Role of Students' Home Language and Literacy Patterns

Various research studies examine the relationship of students' home language and literacy patterns to their school performance. Often, educators' expectations of language use, communication patterns, and literacy differ from the home or cultural interactions of children from culturally and linguistically diverse backgrounds.

Jimenez, Moll, Rodriguez-Brown, and Barrera (1999) explain why many Latino children are unresponsive and unsupported in current school environments that do not recognize or respect their linguistic and culturally differences. In part, they argue that the research conducted among Latinos often highlights school failure and drop-out rates rather than the richness of the culture, language, or literature. In addition, they point to insensitive interpretations of large-scale assessment that "focuses only on English literacy and then considers English reading and writing solely from a native language perspective" (p. 6). In contrast, these researchers point to years of "low-level" and "fragmented" instruction" (pp. 8-9) that many Latino children receive. The authors also express fears of the avid push for one particular method over another, or what Bartolome (1994) refers to as the "methods fetish" (p. 173) and the unrealistic dependency on methods to solve issues of inequity in education. (For a recent update of bilingual children's reading, see Garcia, 2000).

Research by Au (1980) and Jordan (1985) reveals that the home and community language use and communication patterns of native Hawaiian children were highly interactive. The children's cultural patterns differed significantly from the way the children were encouraged to use language and communicate in schools. Au (1993) has observed that "teachers seem to have definite requirements for the type of account they expect children to share" (p. 95) during sharing time, regardless of whether or not the teachers articulate their expectations .

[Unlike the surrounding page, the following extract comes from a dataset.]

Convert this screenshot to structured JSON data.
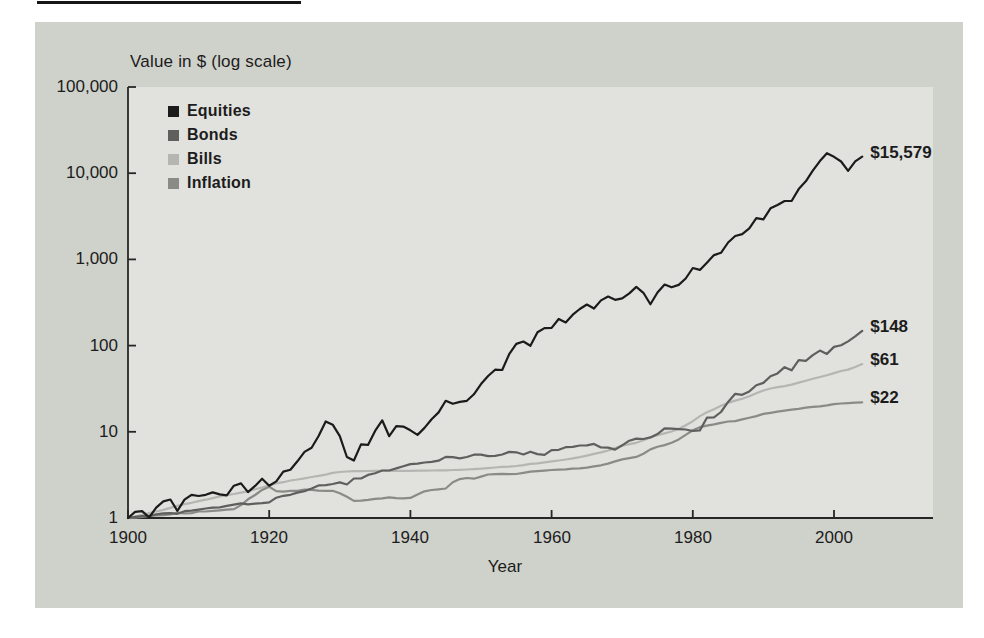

Michaels (1981) says European-American children often use topic-centered ways of sharing; their descriptions are linear, have a single or related focus, and are closed or resolved. This form of sharing is preferred by the teacher, who understands its logic and can scaffold the students' attempts to communicate. In contrast, African-American children often use topic-associated ways of sharing; they tell stories that share a theme or follow a person through episodes. The classroom teacher often does not value this form of sharing, does not understand its logic, and does not know how to support the students' efforts to communicate.

Heath's (1983) longitudinal study of working-class African-American children and middle-class European-American children revealed significant differences between home and school expectations of language use, communication patterns, and literacy. For instance, Heath observed the types of interactions between adults in the two communities and noticed that African-American children were not asked known-answer questions at home but were expected to answer them at school. When the children did not respond in the teacher-expected manner, some teachers assumed that the children did not know the answers; in fact, the children did know the answers but did not offer to verbalize them because everyone else knew the answers as well.